Bottle Test Optimization at a Pembina Cardium Battery
A Pembina Cardium battery producing 850 m³/day of fluid at 78% water cut is experiencing LACT unit BS&W rejections at 0.7-0.9%, above the 0.5% pipeline specification. The battery operator runs a bottle test with 6 demulsifier candidates from two suppliers at concentrations of 30, 60, and 120 ppm and a water bath temperature of 55°C (matching the field heater-treater operating temperature). Results after 30 minutes: two products fail to reach 0.5% BS&W at any concentration; three products achieve 0.5% at 120 ppm; one product achieves 0.4% BS&W at 60 ppm with a sharp, clean interface and no rag layer. The winning product is put on trial at 65 ppm injection rate (a 10% safety margin over the 60 ppm bottle test optimum). After a 72-hour trial, LACT BS&W averages 0.38% — within specification. The annual cost difference between the previous demulsifier program (120 ppm of a mid-tier product) and the new program (65 ppm of the superior product, slightly higher unit price) is a net saving of CAD 18,000 in chemical cost per year at that battery, while eliminating the revenue loss from pipeline rejections that had averaged 4 rejection events per month.
Fast Facts
The bottle test as a standardized comparative demulsifier evaluation method emerged from the work of the National Association of Corrosion Engineers (NACE) and API in the 1940s, as the increasing production of heavy and medium gravity crudes from Devonian formations in Alberta and the Mid-Continent United States created widespread emulsion treating problems that could not be solved by simple heat and gravity separation alone.

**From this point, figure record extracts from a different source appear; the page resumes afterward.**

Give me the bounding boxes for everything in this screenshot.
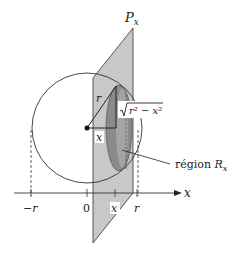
center-x-label: x — [96, 131, 103, 144]
center-dot — [85, 126, 90, 131]
radius-label: r — [96, 92, 102, 105]
x-axis-arrow — [174, 190, 182, 196]
region-label: région Rx — [175, 158, 228, 173]
tick-label-neg-r: −r — [23, 202, 38, 215]
cross-section-diagram: Px r r² − x² x région Rx x −r 0 x r — [0, 0, 235, 256]
tick-label-zero: 0 — [83, 202, 90, 215]
axis-label-x: x — [184, 186, 191, 200]
tick-label-x: x — [111, 202, 118, 215]
tick-label-r: r — [134, 202, 140, 215]
plane-label: Px — [124, 10, 139, 27]
sqrt-expr: r² − x² — [129, 105, 162, 116]
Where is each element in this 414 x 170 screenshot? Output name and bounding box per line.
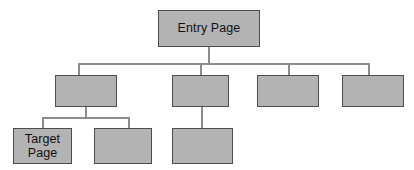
- node-level2-node-1[interactable]: [55, 75, 117, 107]
- node-label-target-page: Target Page: [22, 132, 63, 161]
- node-level3-node-2[interactable]: [94, 128, 152, 164]
- node-level2-node-3[interactable]: [257, 75, 319, 107]
- node-target-page[interactable]: Target Page: [13, 128, 72, 164]
- connector-level2-node-2-to-level3-node-3: [201, 107, 203, 129]
- connector-level3-trunk: [42, 117, 128, 119]
- site-map-diagram: Entry PageTarget Page: [0, 0, 414, 170]
- node-level2-node-4[interactable]: [342, 75, 404, 107]
- node-label-entry-page: Entry Page: [175, 21, 244, 35]
- connector-branch-to-level2-node-4: [368, 63, 370, 75]
- node-level3-node-3[interactable]: [172, 128, 233, 164]
- connector-entry-stem-down: [208, 47, 210, 64]
- node-level2-node-2[interactable]: [172, 75, 229, 107]
- connector-branch-to-level2-node-2: [200, 63, 202, 75]
- connector-branch-to-level2-node-3: [288, 63, 290, 75]
- connector-level2-trunk: [78, 63, 368, 65]
- node-entry-page[interactable]: Entry Page: [158, 10, 260, 47]
- connector-branch-to-level2-node-1: [78, 63, 80, 75]
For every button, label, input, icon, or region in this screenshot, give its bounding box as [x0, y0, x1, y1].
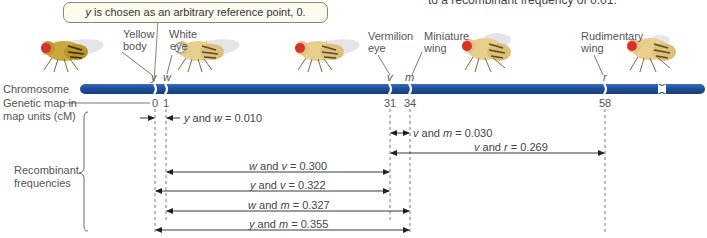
- gene-w-symbol: w: [163, 71, 171, 83]
- genetic-map-label-line1: Genetic map in: [3, 97, 77, 109]
- map-unit-y: 0: [152, 97, 158, 109]
- recombinant-brace: [79, 112, 88, 231]
- rf-label-y-m: y and m = 0.355: [249, 218, 328, 230]
- gene-y-name-line2: body: [123, 40, 147, 52]
- map-unit-v: 31: [384, 97, 396, 109]
- map-unit-m: 34: [404, 97, 416, 109]
- fly-wild-type-icon: [295, 36, 361, 72]
- gene-m-name-line2: wing: [424, 42, 447, 54]
- fly-miniature-wing-icon: [462, 33, 511, 72]
- map-unit-w: 1: [163, 97, 169, 109]
- gene-w-name-line2: eye: [170, 40, 188, 52]
- gene-v-name-line2: eye: [368, 42, 386, 54]
- gene-y-name-line1: Yellow: [123, 28, 154, 40]
- gene-position-guides: [155, 109, 605, 232]
- gene-y-symbol: y: [151, 71, 157, 83]
- rf-label-y-v: y and v = 0.322: [250, 179, 326, 191]
- gene-v-symbol: v: [387, 71, 393, 83]
- recombinant-label-line2: frequencies: [14, 177, 71, 189]
- chromosome-label: Chromosome: [3, 83, 69, 95]
- gene-m-symbol: m: [405, 71, 414, 83]
- rf-label-w-m: w and m = 0.327: [248, 199, 330, 211]
- gene-r-name-line1: Rudimentary: [581, 30, 643, 42]
- rf-label-y-w: y and w = 0.010: [184, 112, 262, 124]
- gene-r-symbol: r: [603, 71, 607, 83]
- chromosome-bar: [80, 84, 705, 94]
- map-unit-r: 58: [599, 97, 611, 109]
- fly-yellow-body-icon: [41, 36, 105, 72]
- genetic-map-label-line2: map units (cM): [3, 110, 76, 122]
- gene-r-name-line2: wing: [581, 42, 604, 54]
- gene-v-name-line1: Vermilion: [368, 30, 413, 42]
- rf-label-w-v: w and v = 0.300: [249, 160, 327, 172]
- gene-w-name-line1: White: [169, 28, 197, 40]
- recombinant-label-line1: Recombinant: [14, 164, 79, 176]
- rf-label-v-r: v and r = 0.269: [474, 141, 548, 153]
- rf-label-v-m: v and m = 0.030: [413, 127, 492, 139]
- gene-m-name-line1: Miniature: [424, 30, 469, 42]
- frequency-arrows: [140, 118, 604, 230]
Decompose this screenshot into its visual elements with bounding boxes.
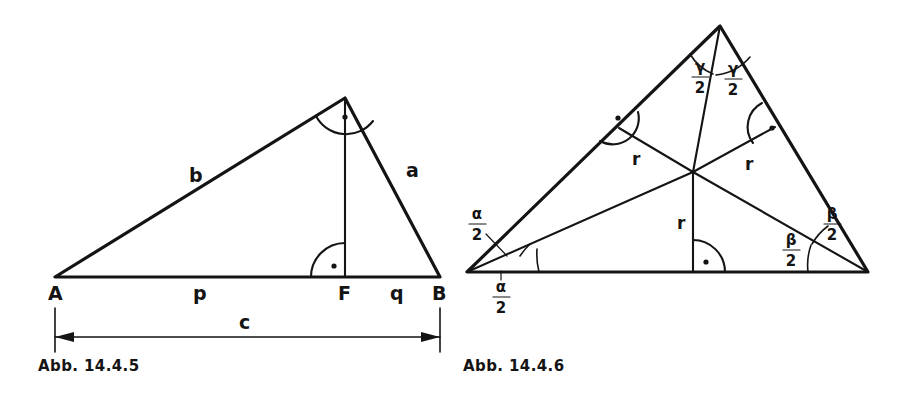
svg-text:γ: γ	[695, 58, 705, 76]
svg-text:β: β	[827, 205, 838, 223]
svg-text:γ: γ	[728, 60, 738, 78]
vertex-label-A: A	[48, 282, 63, 304]
angle-arc-A-lower	[537, 249, 539, 272]
inradius-label-left: r	[632, 149, 641, 169]
svg-text:α: α	[496, 278, 506, 296]
svg-text:α: α	[472, 205, 482, 223]
inradius-to-side-a	[693, 127, 775, 172]
svg-text:2: 2	[728, 81, 738, 99]
svg-text:β: β	[786, 231, 797, 249]
bisector-from-B	[693, 172, 868, 272]
angle-arc-B-upper	[812, 226, 828, 244]
bisector-from-A	[467, 172, 693, 272]
figure-14-4-5: A F B b a p q c Abb. 14.4.5	[38, 98, 446, 375]
triangle-outline-left	[55, 98, 440, 277]
angle-label-gamma-half-left: γ 2	[692, 58, 709, 97]
figure-14-4-6: r r r α 2 α 2 β 2 β 2 γ	[463, 26, 868, 375]
angle-label-alpha-half-lower: α 2	[493, 278, 510, 317]
figure-canvas: A F B b a p q c Abb. 14.4.5	[0, 0, 907, 395]
angle-label-beta-half-lower: β 2	[783, 231, 800, 270]
figure-caption-right: Abb. 14.4.6	[463, 357, 565, 375]
svg-text:2: 2	[786, 252, 796, 270]
triangle-outline-right	[467, 26, 868, 272]
segment-label-q: q	[390, 282, 404, 304]
right-angle-marker-side-c	[693, 240, 725, 272]
angle-label-alpha-half-upper: α 2	[469, 205, 486, 244]
inradius-to-side-b	[619, 128, 693, 172]
vertex-label-B: B	[432, 282, 446, 304]
angle-arc-B-lower	[808, 245, 811, 272]
inradius-label-bottom: r	[677, 213, 686, 233]
vertex-label-F: F	[338, 282, 351, 304]
segment-label-p: p	[193, 282, 207, 304]
side-label-b: b	[189, 164, 203, 186]
dimension-label-c: c	[239, 311, 250, 333]
inradius-label-right: r	[745, 154, 754, 174]
right-angle-marker-at-F	[311, 243, 345, 277]
svg-text:2: 2	[496, 299, 506, 317]
svg-text:2: 2	[695, 79, 705, 97]
svg-text:2: 2	[827, 226, 837, 244]
figure-caption-left: Abb. 14.4.5	[38, 357, 140, 375]
side-label-a: a	[406, 159, 419, 181]
svg-text:2: 2	[472, 226, 482, 244]
angle-label-beta-half-upper: β 2	[824, 205, 841, 244]
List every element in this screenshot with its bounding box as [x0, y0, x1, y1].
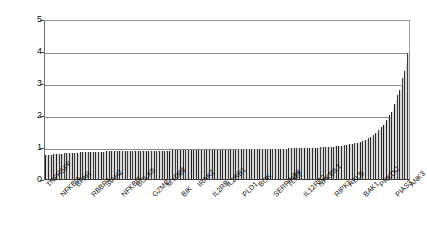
y-axis-tick-label: 4: [20, 47, 42, 56]
x-axis-tick-label: BIK: [180, 185, 194, 199]
bar: [409, 46, 410, 179]
y-axis-tick-label: 3: [20, 79, 42, 88]
plot-area: [44, 20, 410, 180]
x-axis-labels: TNFRSFFNFKBIABFARRBBP4SIAH2NFKBIFBCLXSGZ…: [0, 181, 424, 250]
bars-container: [45, 21, 409, 179]
y-axis-tick-label: 1: [20, 143, 42, 152]
y-axis-tick-label: 2: [20, 111, 42, 120]
x-axis-tick-label: ANK3: [408, 170, 427, 189]
y-axis-tick-label: 5: [20, 15, 42, 24]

The development of polyether-based (polyalkylene glycol) demulsifiers in the 1950s — the same chemical family that dominates the WCSB demulsifier market today — was guided almost entirely by comparative bottle test screening at the wellsite, because the relationship between polymer molecular weight, block structure, and emulsion-breaking performance could not be predicted from first principles and was most efficiently optimized empirically on the actual field emulsion.
Related Terms
The basic sediment and water specification that the bottle test result must match for pipeline custody transfer is described in the context of crude oil measurement under basic sediment and water, which covers both the centrifuge and Karl Fischer titration methods for BS&W measurement and the pipeline quality specifications that govern crude oil sales contracts in Alberta and British Columbia under AER Directive 017. The LACT unit that continuously monitors BS&W during crude oil sales and triggers pipeline shutoff when specification is exceeded is described under lease automatic custody transfer, where the relationship between LACT probe calibration, BS&W measurement frequency, and commercial royalty calculation is explained for conventional WCSB battery operations.